I am a professor of mathematics at ETH Zürich since 2008.

2 thoughts on “Another exercise on compact groups”

  1. So, I think the pure topological neighborhood is pretty nice and doable. I don’t know if this is any better than what is in your book, but here it is…

    Lemma: Let X be a topological space and let K be a compact topological space. Let U be an open subset of X \times K. For y \in K, write U(y) for the open subset of X such that U \cap (X \times y) = U(y) \times y. Set V = \bigcap_{y \in K} U(y). Then V is open in X.

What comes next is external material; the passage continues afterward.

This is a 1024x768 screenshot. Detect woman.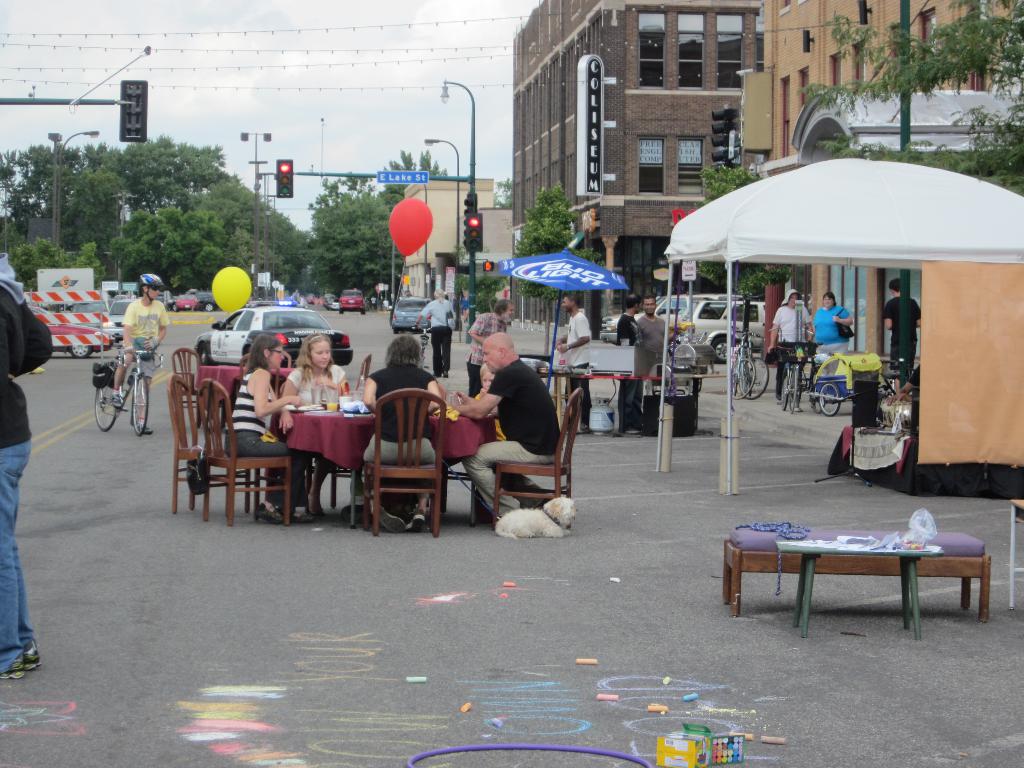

    Proof: Let x \in V. We must show that V contains an open nbhd of x. Since x \in V, for every y \in K, we have x \times y \in U. Using that U is open, and the defn of the product topology, there are open sets V(y) and W(y) in X and K, containing x and y, such that V(y) \times W(y) \subseteq U. Since K is compact, there are finitely many points y_i such that K = \bigcup W(y_i). Then $\bigcap V(w_i)$ is the required nbhd of x in V. QED

    Application: Take X=Y=G, your compact group. Let Omega be any nbhd of the identity, and let U = \{ (g,h) : h g h^{-1} \in \Omega \}. So the lemma shows that \bigcap_{h \in G} h^{-1} \Omega h \} is open. This is clear conjugacy invariant, contains the identity, and is contained in \Omega.

  2. That is indeed nice and understandable! I didn’t think about introducing the product topology, but it really makes the argument clean. Thanks a lot!